As experts contemplate the challenges of climate change adaptation, they are stressing the need to proceed on sound scientific grounds. Without understanding the science, Schneider says, there’s every possibility of developing “maladaptations,” such as reacting to changes that appear to be caused by climate change, but that may be due to normal weather variables such, as El Nino, or to natural cyclical changes in species abundance.
For example, to implement irrigation after a few years of drought only to find that the longer-term forecast will be for a wetter — not drier — environment, is to waste a great deal of time, money, and good will. So would construction of a sea wall to protect against a mistaken prediction of sea level rise. Drought-resistant crops may be susceptible to new pests or diseases. That is why early adaptation studies have been aimed at understanding vulnerabilities, evaluating adaptive potential, and attempting to make people and places resilient to a possible range of changes.

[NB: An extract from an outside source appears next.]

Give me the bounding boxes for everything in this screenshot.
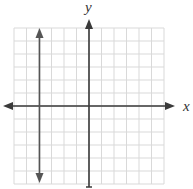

Adaptation must also be finely tuned not only to the vagaries of local geography and ecology, but to local economies and cultures. Kate Barnes, climate program associate for the MacArthur Foundation, has found that cultural, economic, and political differences affect adaptation efforts to preserve the world’s montane biodiversity from the effects of climate change. In Bhutan, for instance, researchers found people’s “intrinsic appreciation for nature” made them more open to adaptation strategies than in Peru, where an interest in producing biofuels and gas exploration superseded an interest in conservation.
“The reality,” Adger says, “is that people don’t want to move and will resist adaptation when it affects things they care about — their jobs and their homes — even if they’re no longer sustainable.”